Yesterday afternoon, Monday, March 8, Toyota said it learned of a report that a California Highway Patrol (CHP) unit was dispatched in response to a 911 call from a motorist driving a 2008 Toyota Prius on Interstate 8 in San Diego County.

The Prius driver, James Sikes, 61, called 911 about 1:30 p.m. after accelerating to pass another vehicle on Interstate 8 near La Posta and finding that he could not control his car, the CHP said.

The incident raises questions anew about whether Toyota has the proper fix  to cover sticking accelerator pedal or unintended acceleration problems.

A third failure mode, an electronic software issue, has been dismissed out of hand by Toyota as “not possible,” even though complaints continue. This Prius was subject to the floor mat entrapment recall of last fall.

“I pushed the gas pedal to pass a car and it did something kind of funny… it jumped and it just stuck there,” Sikes said at a news conference. “As it was going, I was trying the brakes…it wasn’t stopping, it wasn’t doing anything and it just kept speeding up,” Sikes said, adding he could smell the brakes burning he was pressing the pedal so hard.

A patrol car pulled alongside the Prius and officers told Sikes over a loudspeaker to push the brake pedal to the floor and apply the emergency brake.
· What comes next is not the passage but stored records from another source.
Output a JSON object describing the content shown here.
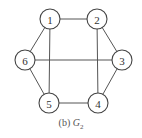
{
  "graph": {
    "name": "G2",
    "nodes": [
      {
        "id": "1",
        "label": "1",
        "x": 50,
        "y": 19
      },
      {
        "id": "2",
        "label": "2",
        "x": 97,
        "y": 19
      },
      {
        "id": "3",
        "label": "3",
        "x": 122,
        "y": 60
      },
      {
        "id": "4",
        "label": "4",
        "x": 98,
        "y": 103
      },
      {
        "id": "5",
        "label": "5",
        "x": 49,
        "y": 103
      },
      {
        "id": "6",
        "label": "6",
        "x": 25,
        "y": 60
      }
    ],
    "edges": [
      [
        "1",
        "2"
      ],
      [
        "2",
        "3"
      ],
      [
        "3",
        "4"
      ],
      [
        "4",
        "5"
      ],
      [
        "5",
        "6"
      ],
      [
        "6",
        "1"
      ],
      [
        "1",
        "5"
      ],
      [
        "2",
        "4"
      ],
      [
        "6",
        "3"
      ]
    ]
  },
  "caption": {
    "prefix": "(b) ",
    "symbol": "G",
    "subscript": "2"
  }
}
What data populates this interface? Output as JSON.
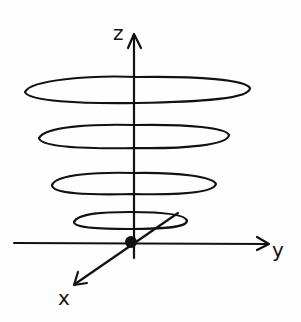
{
  "diagram": {
    "type": "hand-drawn 3D axes with stacked horizontal loops (helix/coil about z-axis)",
    "axes": {
      "z": {
        "label": "z"
      },
      "y": {
        "label": "y"
      },
      "x": {
        "label": "x"
      }
    },
    "origin": {
      "marker": "filled-dot"
    },
    "loops": [
      {
        "name": "loop-1-top",
        "cx": 137,
        "cy": 90,
        "rx": 112,
        "ry": 13
      },
      {
        "name": "loop-2",
        "cx": 133,
        "cy": 136,
        "rx": 95,
        "ry": 12
      },
      {
        "name": "loop-3",
        "cx": 133,
        "cy": 184,
        "rx": 82,
        "ry": 11
      },
      {
        "name": "loop-4-bottom",
        "cx": 130,
        "cy": 220,
        "rx": 57,
        "ry": 8
      }
    ],
    "colors": {
      "ink": "#111111",
      "paper": "#fefefe"
    }
  }
}
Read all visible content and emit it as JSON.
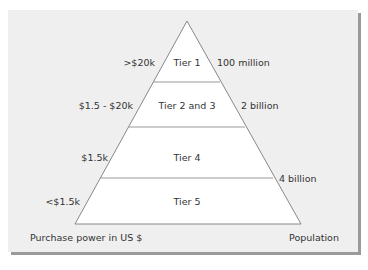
{
  "diagram": {
    "type": "pyramid",
    "colors": {
      "panel": "#efefef",
      "pyramid_fill": "#ffffff",
      "stroke": "#888888",
      "shadow": "#9a9a9a",
      "text": "#333333"
    },
    "tiers": [
      {
        "label": "Tier 1",
        "purchase_power": ">$20k",
        "population": "100 million"
      },
      {
        "label": "Tier 2 and 3",
        "purchase_power": "$1.5 - $20k",
        "population": "2 billion"
      },
      {
        "label": "Tier 4",
        "purchase_power": "$1.5k",
        "population": ""
      },
      {
        "label": "Tier 5",
        "purchase_power": "<$1.5k",
        "population": "4 billion"
      }
    ],
    "left_axis_label": "Purchase power in US $",
    "right_axis_label": "Population"
  }
}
“They also got it going on a steep upgrade,” said Officer Jesse Udovich. “Between those three things, they got it to slow down.”

CHP said the Prius  reached speeds of more than 90 mph before it was brought under control.
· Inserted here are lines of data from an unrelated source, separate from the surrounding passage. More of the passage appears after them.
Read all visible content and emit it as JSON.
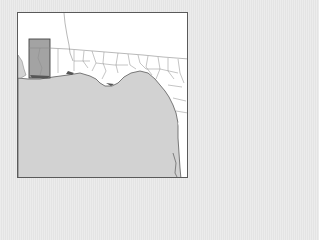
{
  "map": {
    "title": "Florida Panhandle county locator map",
    "highlighted_region": "Escambia County area",
    "colors": {
      "land": "#ffffff",
      "water": "#d2d2d2",
      "highlight": "#a3a3a3",
      "border": "#5a5a5a",
      "county_lines": "#8a8a8a",
      "background": "#e9e9e9"
    }
  }
}
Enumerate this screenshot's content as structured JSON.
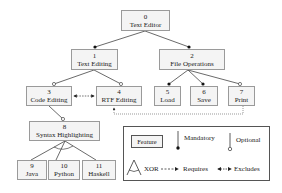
{
  "diagram": {
    "type": "feature-model",
    "nodes": [
      {
        "id": "0",
        "label": "Text Editor"
      },
      {
        "id": "1",
        "label": "Text Editing"
      },
      {
        "id": "2",
        "label": "File Operations"
      },
      {
        "id": "3",
        "label": "Code Editing"
      },
      {
        "id": "4",
        "label": "RTF Editing"
      },
      {
        "id": "5",
        "label": "Load"
      },
      {
        "id": "6",
        "label": "Save"
      },
      {
        "id": "7",
        "label": "Print"
      },
      {
        "id": "8",
        "label": "Syntax Highlighting"
      },
      {
        "id": "9",
        "label": "Java"
      },
      {
        "id": "10",
        "label": "Python"
      },
      {
        "id": "11",
        "label": "Haskell"
      }
    ],
    "edges": [
      {
        "from": "0",
        "to": "1",
        "type": "mandatory"
      },
      {
        "from": "0",
        "to": "2",
        "type": "mandatory"
      },
      {
        "from": "1",
        "to": "3",
        "type": "optional"
      },
      {
        "from": "1",
        "to": "4",
        "type": "optional"
      },
      {
        "from": "2",
        "to": "5",
        "type": "mandatory"
      },
      {
        "from": "2",
        "to": "6",
        "type": "mandatory"
      },
      {
        "from": "2",
        "to": "7",
        "type": "optional"
      },
      {
        "from": "3",
        "to": "8",
        "type": "optional"
      },
      {
        "from": "8",
        "to": "9",
        "type": "xor"
      },
      {
        "from": "8",
        "to": "10",
        "type": "xor"
      },
      {
        "from": "8",
        "to": "11",
        "type": "xor"
      }
    ],
    "constraints": [
      {
        "from": "3",
        "to": "4",
        "type": "excludes"
      },
      {
        "from": "7",
        "to": "4",
        "type": "requires"
      }
    ]
  },
  "legend": {
    "feature": "Feature",
    "mandatory": "Mandatory",
    "optional": "Optional",
    "xor": "XOR",
    "requires": "Requires",
    "excludes": "Excludes"
  }
}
CHP could not explain why the driver waited so long to turn off the ignition, which he ultimately did after about 20 minutes. That’s when the car coasted to a stop.

Toyota has dispatched a “field technical specialist” to San Diego to investigate the report and offer assistance. The Prius will be examined late today or tomorrow as Toyota waits for investigators from the National Highway Traffic Safety Administration to arrive from Washington.

More than five million Toyota and Lexus vehicles have been recalled in the U.S. for stuck accelerator pedals, or floor map entrapment or faulty brakes.